April 02, 2023
Array
Ramp up MGNREGS, Not Strangle It

EVER since the Modi government came to power in 2014, it has been trying to somehow strangle the rural job guarantee scheme (MGNREGS). Driven by its commitment to the discredited neoliberal dogma that public expenditure should be cut down in order to allow the private sector to have its way and guide the economy more ‘efficiently’ and ‘productively’, the government has not only periodically cut budget allocations to various welfare schemes, including MGNREGS, but it has also taken other devious measures to squeeze the schemes.

In the case of MGNREGS, budget allocation of Rs 73,000 crore was proposed for 2022-23 but it is estimated that Rs 89,400 crore would actually have been spent. This is down nearly 10 per cent from Rs 98,467.85 crore spent in the preceding year, 2021-22. However in the budget allocation for 2023-24, there is a cut of 33 percent over the revised estimate of Rs 89,400 crore. The allocation is only Rs 60,000. But this is not all that the government has been doing to the scheme. In January this year, it introduced compulsory marking of attendance by MGNREGS workers through a mobile based app called National Mobile Monitoring Service (NMMS) app. This has led to chaos at worksites across the country. With patchy internet connectivity, workers are reported to be spending hours just to get their attendance recorded. It is a life and death issue for them because failure to mark their attendance would mean loss of wages for the day. Imposition of this kind of hi-tech measures is a well known ploy of this government, ostensibly to tackle fraud. It has been imposed earlier in PDS distribution, in marking attendance of government school teachers, etc – all with similar chaotic and tragic consequences for the people. Thousands are deprived of PDS rations due to a slew of errors apart from connectivity issues – Aadhaar mismatch, bank account mismatch, fingerprint recognition failure and so on. Similar problems are being faced by workers in MGNREGS. The effect of such rules is to discourage workers from approaching the MGNREGS system for work.

A similar dampener is the regular delay in wages, often beyond the 15 days leeway that is allowed. According to the government’s own data, Rs 3,630 crore worth of wages were paid after 15+ days delay in the current year while Rs 1,010 crore was pending as unpaid wages. For workers doing backbreaking drudgery for a pittance, holding back of wages at this scale is unbearable often forcing them to opt for other work where cash earnings are available immediately, even if these are less than MGNREGS wages. The government has with usual fanfare announced a measly hike in MGNREGS wages ranging between 2 per cent to 10 per cent which works out to increases between Rs 7 to Rs 26 per day. Inflation has been raging between 6-8 per cent in the past several months while food inflation is higher at 8-10 per cent. There is no reason to believe that this high rate of inflation will go down in the coming financial year for which these wage hikes have been announced. In fact, MGNREGS wages are often lower than prevailing wage rates for agricultural workers as also for non-farm workers. The average daily wage in MGNREGS work was just Rs 217.87 in the 2022-23 financial year compared to Rs 349.77 for male general agricultural workers as per RBI data.

Also notable is that average number of days of work given to workers in the scheme was just 47 in this year although the law mandates a minimum of 100 days of work. It is this lethal combination of restrictions – low and irregular wages, digital obstacles, insufficient number of days of work – that has led to a dip in the number of households getting work in the scheme. As per official data, about 8.6 crore persons found work in the scheme in the current financial year compared to 10.6 crore last year. That’s a dip of 2 crore or nearly 20 per cent over last year. And this is without taking into account nearly 1.6 crore persons who applied for work in the scheme but were turned back. 

MGNREGS is a lifeline for crores of households despite the low wages and insufficient number of days of work. The meagre earnings are precious because there are hardly any job opportunities in the country, prices are destroying family budgets and the resulting economic distress is relentless. What is needed is ramping up the job guarantee scheme, increasing wages and workdays, extending it to urban areas – and an end to the cat and mouse game with it.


Determine how many lines in the listing below contain the word "name", then state that number by itself.
*** Begin section ***
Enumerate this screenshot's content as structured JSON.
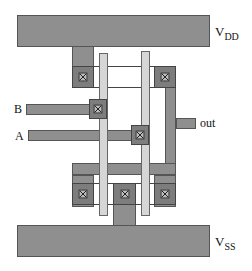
{
  "diagram": {
    "type": "CMOS NAND2 stick/layout diagram",
    "labels": {
      "vdd_main": "V",
      "vdd_sub": "DD",
      "vss_main": "V",
      "vss_sub": "SS",
      "input_b": "B",
      "input_a": "A",
      "output": "out"
    },
    "colors": {
      "metal": "#8f8f8f",
      "poly": "#d6d6d6",
      "contact": "#7d7d7d",
      "outline": "#444444",
      "background": "#ffffff"
    }
  }
}
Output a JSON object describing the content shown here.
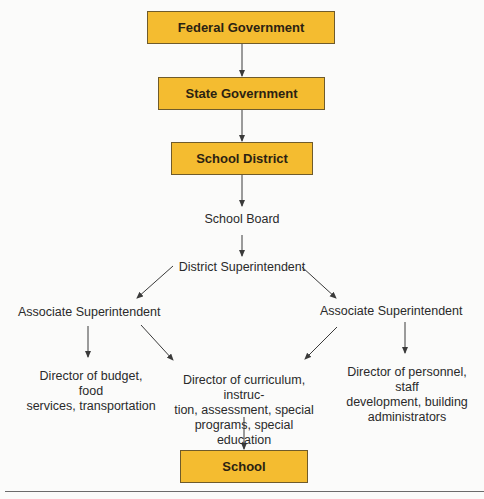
{
  "diagram": {
    "type": "org-chart",
    "nodes": {
      "federal": "Federal Government",
      "state": "State Government",
      "district": "School District",
      "board": "School Board",
      "superintendent": "District Superintendent",
      "assoc_left": "Associate Superintendent",
      "assoc_right": "Associate Superintendent",
      "dir_budget": "Director of budget, food\nservices, transportation",
      "dir_curriculum": "Director of curriculum, instruc-\ntion, assessment, special\nprograms, special education",
      "dir_personnel": "Director of personnel, staff\ndevelopment, building\nadministrators",
      "school": "School"
    },
    "edges": [
      {
        "from": "Federal Government",
        "to": "State Government"
      },
      {
        "from": "State Government",
        "to": "School District"
      },
      {
        "from": "School District",
        "to": "School Board"
      },
      {
        "from": "School Board",
        "to": "District Superintendent"
      },
      {
        "from": "District Superintendent",
        "to": "Associate Superintendent (left)"
      },
      {
        "from": "District Superintendent",
        "to": "Associate Superintendent (right)"
      },
      {
        "from": "Associate Superintendent (left)",
        "to": "Director of budget, food services, transportation"
      },
      {
        "from": "Associate Superintendent (left)",
        "to": "Director of curriculum, instruction, assessment, special programs, special education"
      },
      {
        "from": "Associate Superintendent (right)",
        "to": "Director of curriculum, instruction, assessment, special programs, special education"
      },
      {
        "from": "Associate Superintendent (right)",
        "to": "Director of personnel, staff development, building administrators"
      },
      {
        "from": "Director of curriculum, instruction, assessment, special programs, special education",
        "to": "School"
      }
    ],
    "colors": {
      "box_fill": "#f4bc30",
      "box_border": "#6f5b2b",
      "arrow": "#3a3a3a"
    }
  }
}
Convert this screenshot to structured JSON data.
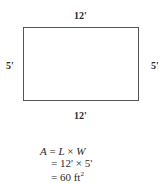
{
  "diagram": {
    "shape": "rectangle",
    "dimensions": {
      "top": "12'",
      "bottom": "12'",
      "left": "5'",
      "right": "5'"
    }
  },
  "formula": {
    "line1": {
      "lhs": "A",
      "eq": " = ",
      "L": "L",
      "times": " × ",
      "W": "W"
    },
    "line2": "= 12' × 5'",
    "line3_prefix": "= 60 ft",
    "line3_sup": "2"
  }
}
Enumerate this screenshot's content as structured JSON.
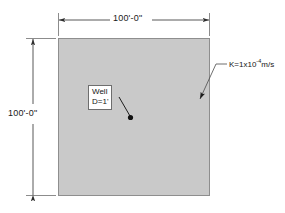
{
  "diagram": {
    "site": {
      "fill_color": "#c9c9c9",
      "border_color": "#8a8a8a",
      "shape": "square"
    },
    "dimensions": {
      "top": {
        "label": "100'-0\"",
        "orientation": "horizontal"
      },
      "left": {
        "label": "100'-0\"",
        "orientation": "vertical"
      },
      "line_color": "#3a3a3a"
    },
    "well_callout": {
      "line1": "Well",
      "line2": "D=1'",
      "marker": "filled-dot",
      "marker_color": "#111111"
    },
    "conductivity_note": {
      "prefix": "K=1x10",
      "exponent": "-4",
      "suffix": "m/s",
      "leader_color": "#555555"
    }
  }
}
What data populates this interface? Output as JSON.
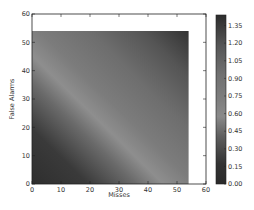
{
  "chart_data": {
    "type": "heatmap",
    "title": "",
    "xlabel": "Misses",
    "ylabel": "False Alarms",
    "xlim": [
      0,
      60
    ],
    "ylim": [
      0,
      60
    ],
    "xticks": [
      0,
      10,
      20,
      30,
      40,
      50,
      60
    ],
    "yticks": [
      0,
      10,
      20,
      30,
      40,
      50,
      60
    ],
    "data_extent": {
      "x": [
        0,
        54
      ],
      "y": [
        0,
        54
      ]
    },
    "grid": false,
    "colormap": "jet (rendered in grayscale)",
    "colorbar": {
      "position": "right",
      "range": [
        0.0,
        1.44
      ],
      "ticks": [
        0.0,
        0.15,
        0.3,
        0.45,
        0.6,
        0.75,
        0.9,
        1.05,
        1.2,
        1.35
      ],
      "tick_labels": [
        "0.00",
        "0.15",
        "0.30",
        "0.45",
        "0.60",
        "0.75",
        "0.90",
        "1.05",
        "1.20",
        "1.35"
      ]
    },
    "sample_values": [
      {
        "x": 0,
        "y": 0,
        "value": 0.0
      },
      {
        "x": 20,
        "y": 0,
        "value": 0.2
      },
      {
        "x": 0,
        "y": 20,
        "value": 0.25
      },
      {
        "x": 0,
        "y": 30,
        "value": 0.5
      },
      {
        "x": 40,
        "y": 0,
        "value": 0.45
      },
      {
        "x": 54,
        "y": 0,
        "value": 0.6
      },
      {
        "x": 27,
        "y": 27,
        "value": 0.75
      },
      {
        "x": 0,
        "y": 54,
        "value": 0.9
      },
      {
        "x": 54,
        "y": 27,
        "value": 1.05
      },
      {
        "x": 54,
        "y": 54,
        "value": 1.4
      }
    ]
  },
  "axes": {
    "x_tick_labels": [
      "0",
      "10",
      "20",
      "30",
      "40",
      "50",
      "60"
    ],
    "y_tick_labels": [
      "0",
      "10",
      "20",
      "30",
      "40",
      "50",
      "60"
    ],
    "xlabel": "Misses",
    "ylabel": "False Alarms"
  }
}
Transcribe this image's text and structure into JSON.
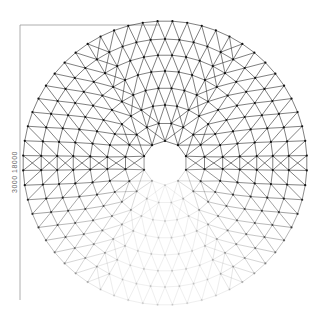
{
  "drawing": {
    "title": "Geodesic dome plan",
    "dimension_text": "3000  18000",
    "center": [
      165,
      163
    ],
    "outer_radius": 142,
    "inner_opening_radius": 22,
    "rings": [
      22,
      40,
      58,
      75,
      92,
      108,
      124,
      142
    ],
    "nodes_per_ring": [
      10,
      20,
      30,
      36,
      42,
      48,
      54,
      60
    ],
    "fade_start_angle_deg": 20,
    "line_color": "#2a2a2a",
    "node_color": "#111111",
    "dimension_line_color": "#888888"
  }
}
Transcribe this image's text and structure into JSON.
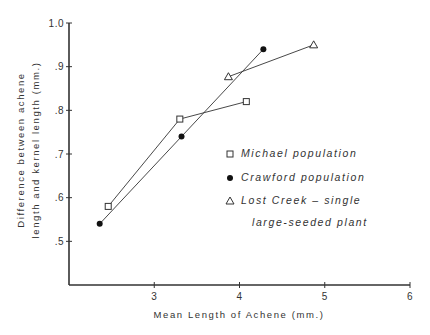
{
  "chart_data": {
    "type": "line",
    "title": "",
    "xlabel": "Mean Length of Achene (mm.)",
    "ylabel": [
      "Difference between achene",
      "length and kernel length (mm.)"
    ],
    "xlim": [
      2.0,
      6.0
    ],
    "ylim": [
      0.4,
      1.0
    ],
    "xticks": [
      3,
      4,
      5,
      6
    ],
    "xtick_labels": [
      "3",
      "4",
      "5",
      "6"
    ],
    "yticks": [
      0.5,
      0.6,
      0.7,
      0.8,
      0.9,
      1.0
    ],
    "ytick_labels": [
      ".5",
      ".6",
      ".7",
      ".8",
      ".9",
      "1.0"
    ],
    "grid": false,
    "legend_position": "right-middle",
    "series": [
      {
        "name": "Michael population",
        "marker": "open-square",
        "x": [
          2.46,
          3.3,
          4.08
        ],
        "y": [
          0.58,
          0.78,
          0.82
        ]
      },
      {
        "name": "Crawford population",
        "marker": "filled-circle",
        "x": [
          2.36,
          3.32,
          4.28
        ],
        "y": [
          0.54,
          0.74,
          0.94
        ]
      },
      {
        "name": "Lost Creek - single large-seeded plant",
        "legend_lines": [
          "Lost Creek – single",
          "large-seeded plant"
        ],
        "marker": "open-triangle",
        "x": [
          3.87,
          4.87
        ],
        "y": [
          0.877,
          0.95
        ]
      }
    ]
  },
  "colors": {
    "ink": "#333333",
    "background": "#ffffff"
  }
}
*** End section ***
## Reply to the exercise
3